-------- Raw data --------
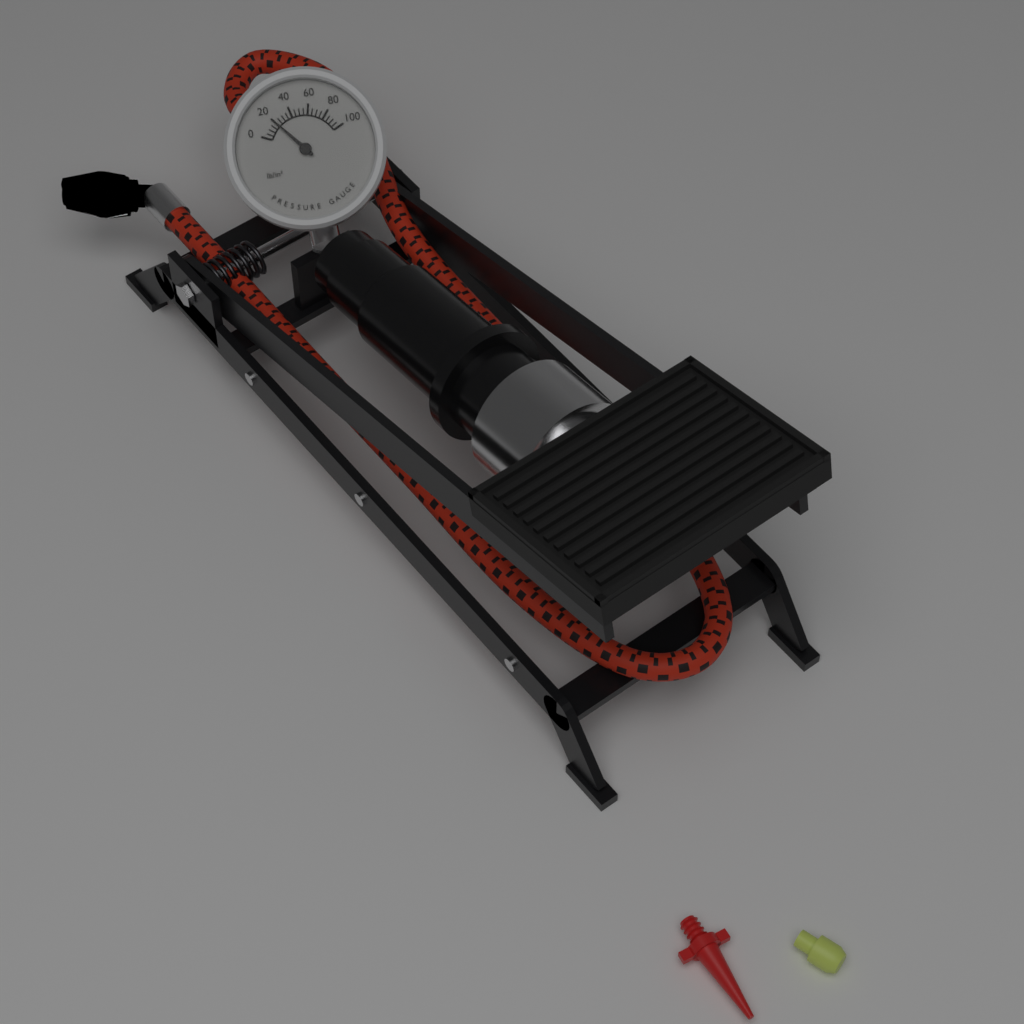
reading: 20 lb/in²
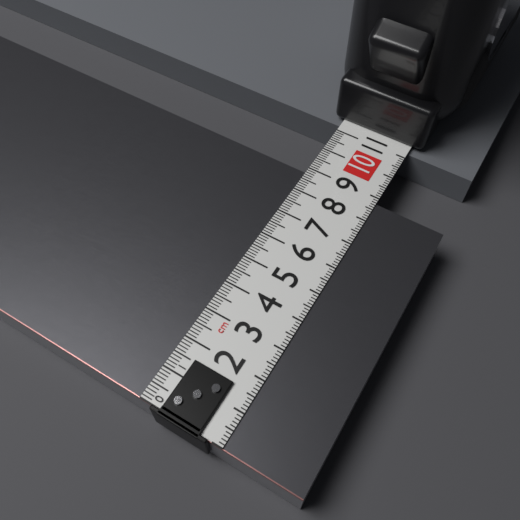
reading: 8.8 cm
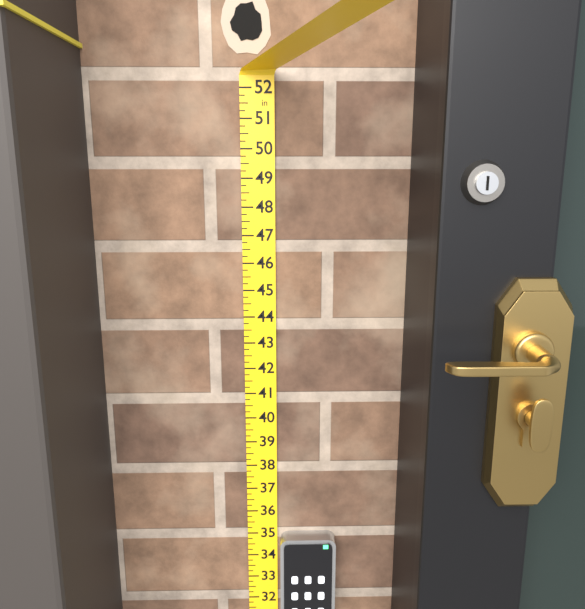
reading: 35.00 in
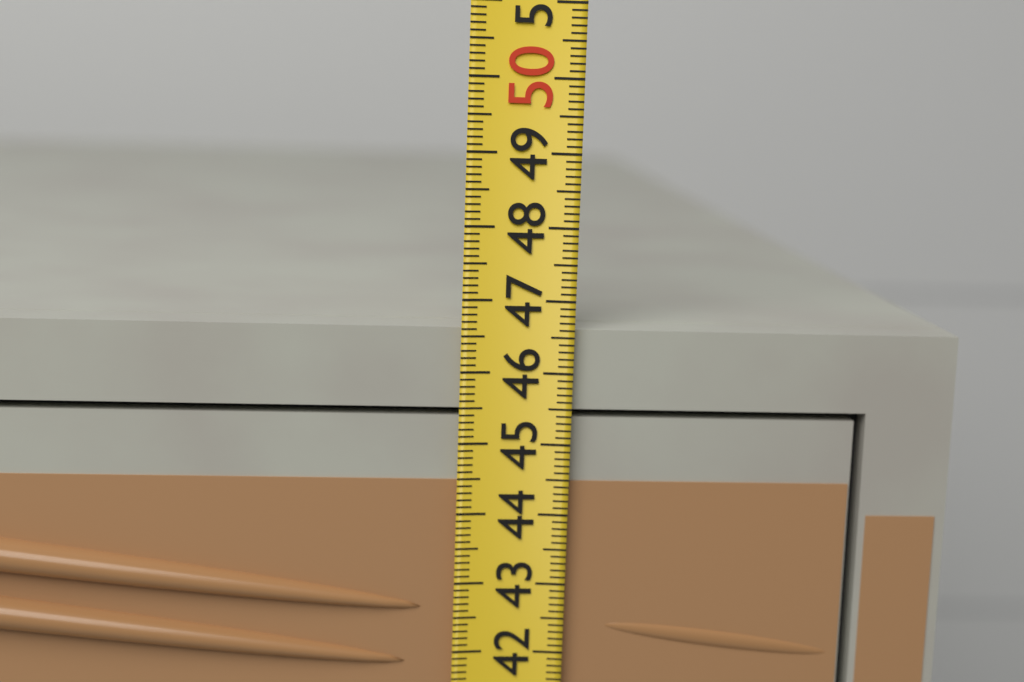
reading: 46.6 (no unit)
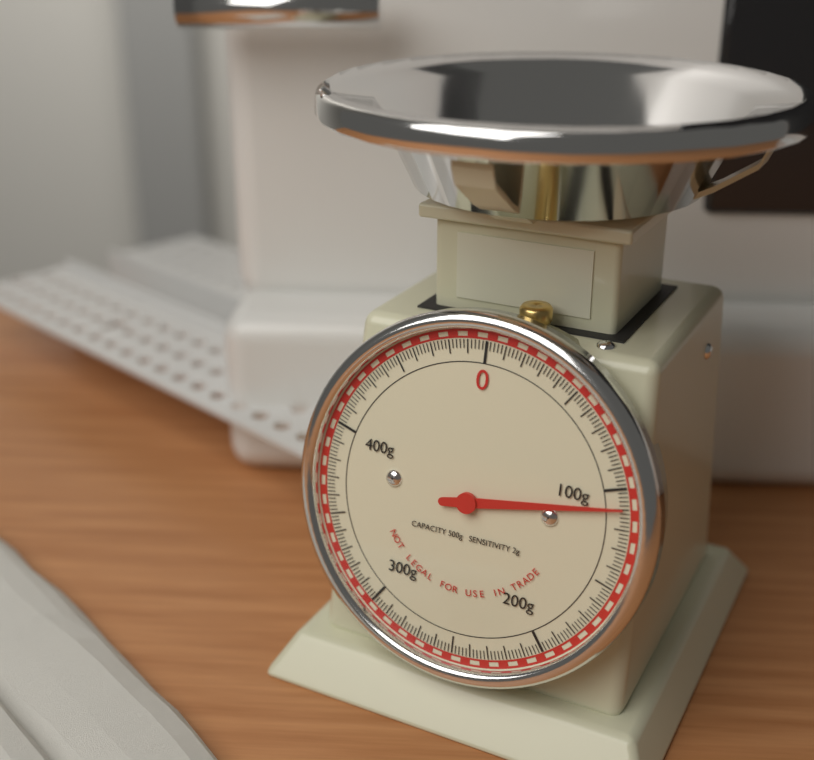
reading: 110 g
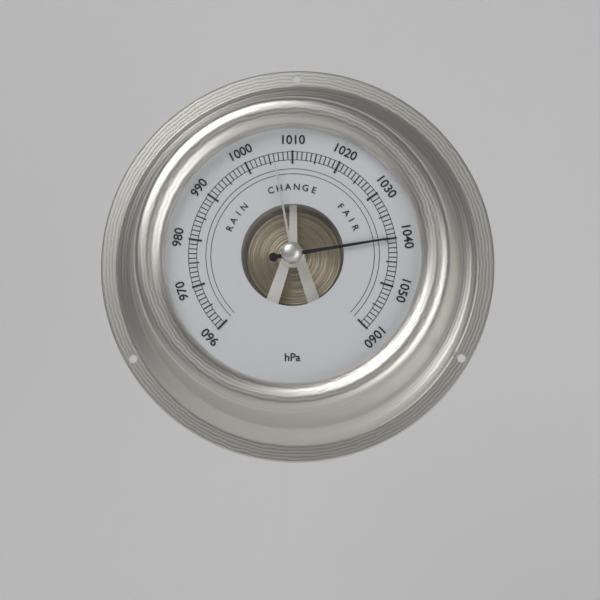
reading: 1040 hPa
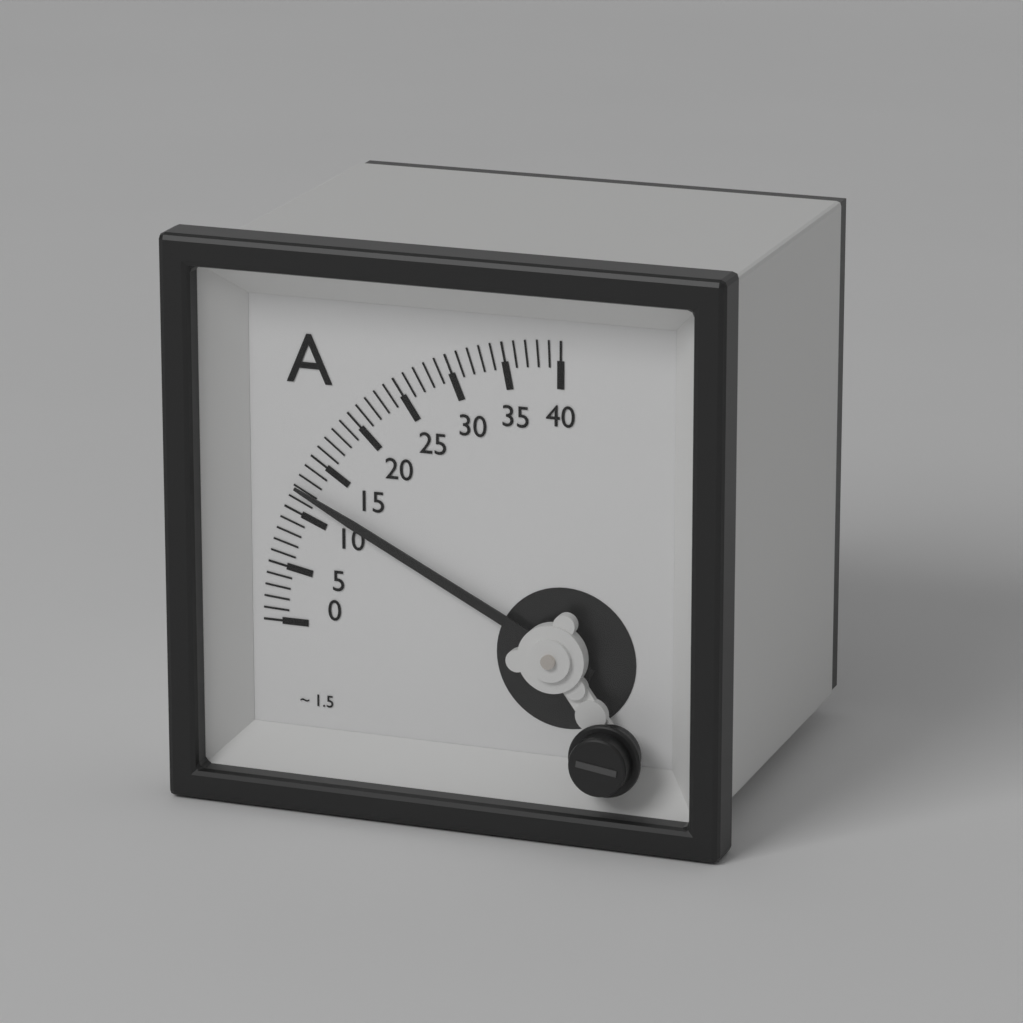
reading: 12 A
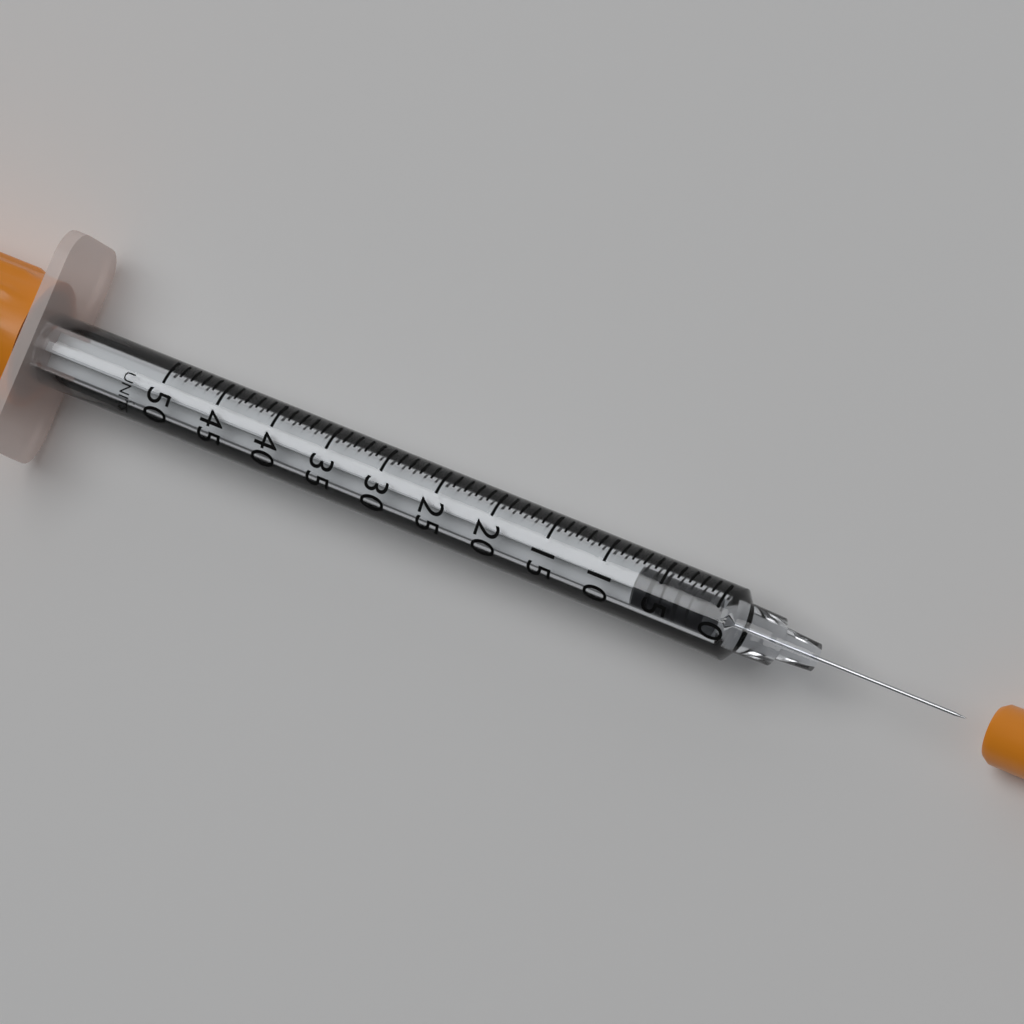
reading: 1 UNITS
--------
## What is required
Please output every entry above exactly, without the pictures.

## Task answer
reading: 20 lb/in²
reading: 8.8 cm
reading: 35.00 in
reading: 46.6 (no unit)
reading: 110 g
reading: 1040 hPa
reading: 12 A
reading: 1 UNITS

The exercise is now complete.